6. DOING A FEW THINGS WELL

Busyness and burnout problems are best tackled in two ways. One is to take a hard look at priorities and to stop doing those things that emerge as low down on the priority list. Large congregations should not feel guilty that they cannot do everything. Instead, they should aim to do a few things well. In this way they can offer a higher quality product in their key areas while safeguarding their own members from burnout. The other way is to use the increasing prosperity of church members, and so, ideally, of churches, to employ professionals to do what the amateurs no longer have the time, skills and energy for.

7. CHANGING LEADERSHIP STYLE

This may be the most important thing of all to review. Ministers should not feel threatened. On the contrary, a review of a church’s leadership style and structure should be designed to make the leader’s job description more realistic, to relieve him or her from some of the unrealistic expectations, to strengthen the team around them, and to provide them with increased training and resources to enable them to do their job well. Is the minister the best person to be the church manager? Or could someone else do that to release the minister to pastor or preach or be a visionary? How can co-operative ministry best be forwarded in which people will have their own spheres of responsibility, and leadership will come from teams rather than one person?

8. BEING RADICAL

Many of the above solutions for improving the prospects of larger congregations

lie mainly in the area of being church in semi-inherited mode better. They are less radical than the cell or multi-congregation responses. Some churches are able to adopt radical solutions, while for others the practical possibilities are limited to more modest measures. These may well be worth doing and have gratifying results, but they should not be used to edge radical thinking off the agenda. Many new ways and forms of being church are emerging, and larger churches seeking new strategies should be prepared to consider them.

Experience suggests that there are no automatic blueprints for turning round our large churches, and that every case is likely to be unique with its own unique solution. This is why it is important for denominations, dioceses and other agencies to help large churches explore the range of possible responses and develop their own tailor made solutions.
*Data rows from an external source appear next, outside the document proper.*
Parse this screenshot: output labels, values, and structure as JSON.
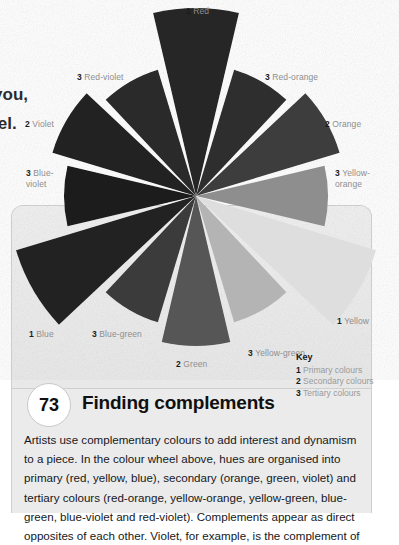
{
  "page": {
    "clipped_heading": "s",
    "clipped_body_line1": "n you,",
    "clipped_body_line2": "heel."
  },
  "color_wheel": {
    "segments": [
      {
        "label": "Red",
        "rank": "1",
        "angle_deg": 0,
        "gray": "#282828"
      },
      {
        "label": "Red-orange",
        "rank": "3",
        "angle_deg": 30,
        "gray": "#2f2f2f"
      },
      {
        "label": "Orange",
        "rank": "2",
        "angle_deg": 60,
        "gray": "#3c3c3c"
      },
      {
        "label": "Yellow-orange",
        "rank": "3",
        "angle_deg": 90,
        "gray": "#8e8e8e"
      },
      {
        "label": "Yellow",
        "rank": "1",
        "angle_deg": 120,
        "gray": "#dedede"
      },
      {
        "label": "Yellow-green",
        "rank": "3",
        "angle_deg": 150,
        "gray": "#b4b4b4"
      },
      {
        "label": "Green",
        "rank": "2",
        "angle_deg": 180,
        "gray": "#565656"
      },
      {
        "label": "Blue-green",
        "rank": "3",
        "angle_deg": 210,
        "gray": "#3a3a3a"
      },
      {
        "label": "Blue",
        "rank": "1",
        "angle_deg": 240,
        "gray": "#242424"
      },
      {
        "label": "Blue-violet",
        "rank": "3",
        "angle_deg": 270,
        "gray": "#1e1e1e"
      },
      {
        "label": "Violet",
        "rank": "2",
        "angle_deg": 300,
        "gray": "#222222"
      },
      {
        "label": "Red-violet",
        "rank": "3",
        "angle_deg": 330,
        "gray": "#2a2a2a"
      }
    ],
    "labels": {
      "red": "Red",
      "red_orange": "Red-orange",
      "orange": "Orange",
      "yellow_orange": "Yellow-\norange",
      "yellow": "Yellow",
      "yellow_green": "Yellow-green",
      "green": "Green",
      "blue_green": "Blue-green",
      "blue": "Blue",
      "blue_violet": "Blue-\nviolet",
      "violet": "Violet",
      "red_violet": "Red-violet"
    },
    "ranks": {
      "red": "1",
      "red_orange": "3",
      "orange": "2",
      "yellow_orange": "3",
      "yellow": "1",
      "yellow_green": "3",
      "green": "2",
      "blue_green": "3",
      "blue": "1",
      "blue_violet": "3",
      "violet": "2",
      "red_violet": "3"
    }
  },
  "key": {
    "title": "Key",
    "items": [
      {
        "rank": "1",
        "label": "Primary colours"
      },
      {
        "rank": "2",
        "label": "Secondary colours"
      },
      {
        "rank": "3",
        "label": "Tertiary colours"
      }
    ]
  },
  "section": {
    "number": "73",
    "title": "Finding complements",
    "body": "Artists use complementary colours to add interest and dynamism to a piece. In the colour wheel above, hues are organised into primary (red, yellow, blue), secondary (orange, green, violet) and tertiary colours (red-orange, yellow-orange, yellow-green, blue-green, blue-violet and red-violet). Complements appear as direct opposites of each other. Violet, for example, is the complement of"
  }
}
But that there are solutions, some modest, some radical, is beyond doubt. When large churches go looking for them with prayer, determination and a little help from outside, they tend to find them.

The Revd Bob Jackson was curate and vicar of three large Anglican churches in Yorkshire, before becoming Research Missioner for ‘Springboard’, the Archbishops’ evangelism initiative, in 2001. He combines this half time post with personal church training and consultancy work, and is always happy to help large churches with their issues. He is the author of a number of books. Most relevant to the present article is the booklet, written with Canon Robert Warren, called There Are Answers (to church attendance decline) available from Springboard (01235 553722). His new book, Hope for the Church (ISBN 07 151 555 12), about how national church attendance decline can be reversed is due for publication on 25 October 2002 by Church House Publishing.

Ministry Today

You are reading Too Big to Grow: Helping Large Congregations to Stop the Rot by Bob Jackson, part of Issue 26 of Ministry Today, published in October 2002.